The general theme is, "Be amazed at how big our secretive defense world is!" Also, "Look how big it has grown since 9/11!" Finally, "Much of this work is redundant, useless in its overwhelming flow, and no closer to dot-connecting than before 9/11!"
All valid points but all also painfully predictable and well known. So the charges aren't particularly new or revealing, even as the great flow of anecdotes are well designed to make you especially anxious and frustrated. I would expect tons of air time for the duo, lots of op-eds bemoaning the details revealed, and the usual congressional grumblings.
But not a lot of positive action in reply.
Two bits caught my eye:
The overload of hourly, daily, weekly, monthly and annual reports is actually counterproductive, say people who receive them. Some policymakers and senior officials don't dare delve into the backup clogging their computers. They rely instead on personal briefers, and those briefers usually rely on their own agency's analysis, re-creating the very problem identified as a main cause of the failure to thwart the attacks: a lack of information-sharing.
This is why briefers ruled before 9/11 and it's why they still rule. The flow of info is too great for the system to handle. So the "just-tell-me-what-I-need-to-know-right-now" principal relies primarily on whomever does the all-purpose daily or weekly brief.
Second, befitting all "electronic-Pearl-Harbor-is-right-around-the-corner" media flow:
And all the major intelligence agencies and at least two major military commands claim a major role in cyber-warfare, the newest and least-defined frontier.
"Frankly, it hasn't been brought together in a unified approach," CIA Director Panetta said of the many agencies now involved in cyber-warfare.
"Cyber is tremendously difficult" to coordinate, said Benjamin A. Powell, who served as general counsel for three directors of national intelligence until he left the government last year. "Sometimes there was an unfortunate attitude of bring your knives, your guns, your fists and be fully prepared to defend your turf." Why? "Because it's funded, it's hot and it's sexy."
This is why the problem, which existed long before 9/11, gets worse inexorably over time: the latest crisis du jour becomes simply the newest layer of effort added on top of all the rest (in PNM, this was my explanation for how America's "national security interests" mushroom over time). Nobody and nothing ever get downgraded or truly eliminated because, once created, they take on a life of their own, with all sorts of bureaucrats and contractors protecting their programs. My favorite example is missile defense, which is now being touted in op-eds as our great response to North Korea and Iran. Not exactly how it started out, but heh, you work with what life gives you.

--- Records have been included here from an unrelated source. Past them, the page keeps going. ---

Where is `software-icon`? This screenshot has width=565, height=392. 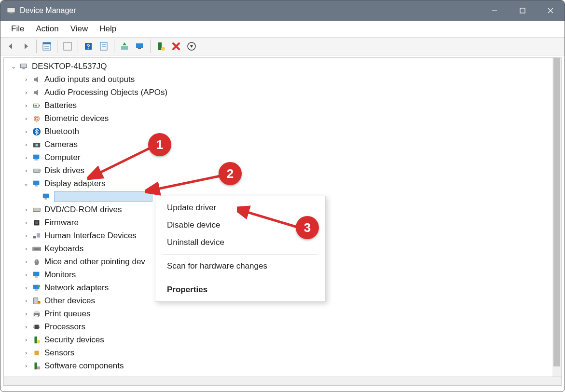
software-icon is located at coordinates (37, 366).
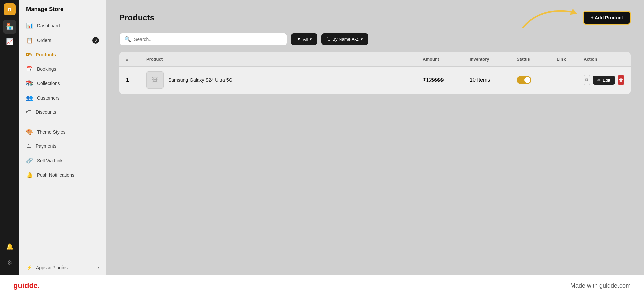 This screenshot has width=644, height=296. What do you see at coordinates (322, 286) in the screenshot?
I see `footer: guidde. Made with guidde.com` at bounding box center [322, 286].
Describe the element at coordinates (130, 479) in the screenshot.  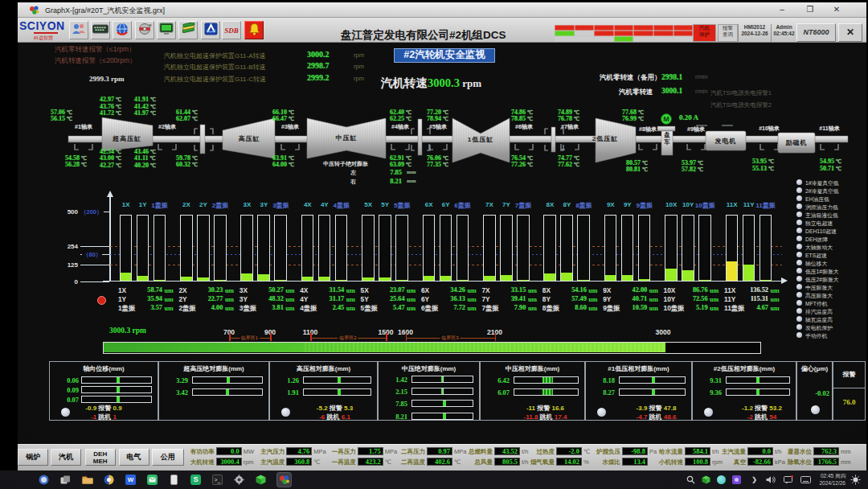
I see `taskbar-app-wps-icon: W` at that location.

I don't mean to pooh-pooh the piece, which is very good and certainly rare enough in these days of tight budgets in the MSM. I just find the target too easy and too big, and, as I said above, I don't think this kind of reporting stands much chance of having any real impact because the whole long war mindset regarding transnational terrorism is too strong to crack right now, both for legitimate and illegitimate reasons. Everybody will decry all right, but nothing will be done. Even with the push to cut defense by untold billions over the next X years, a lot of this stuff will remain sacred.

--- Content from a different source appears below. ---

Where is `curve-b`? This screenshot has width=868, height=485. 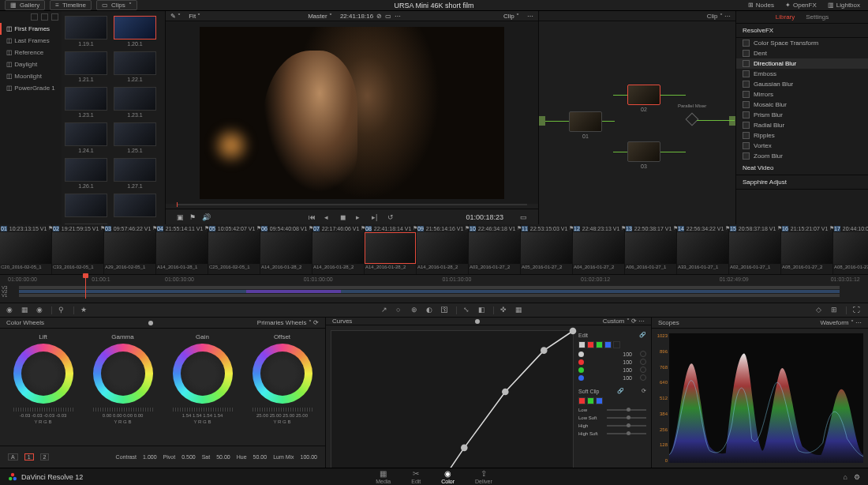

And that's a shame, but the reporting here is all accurate. It's too big, too redundant, and too useless to justify the resource diversion. The investment should be in resilience in the face of bad things happening in this complex world, not intelligence fantastically tasked with preventing bad things from happening in the first place. There's real money to be made in the former, and way too much to be wasted on the latter.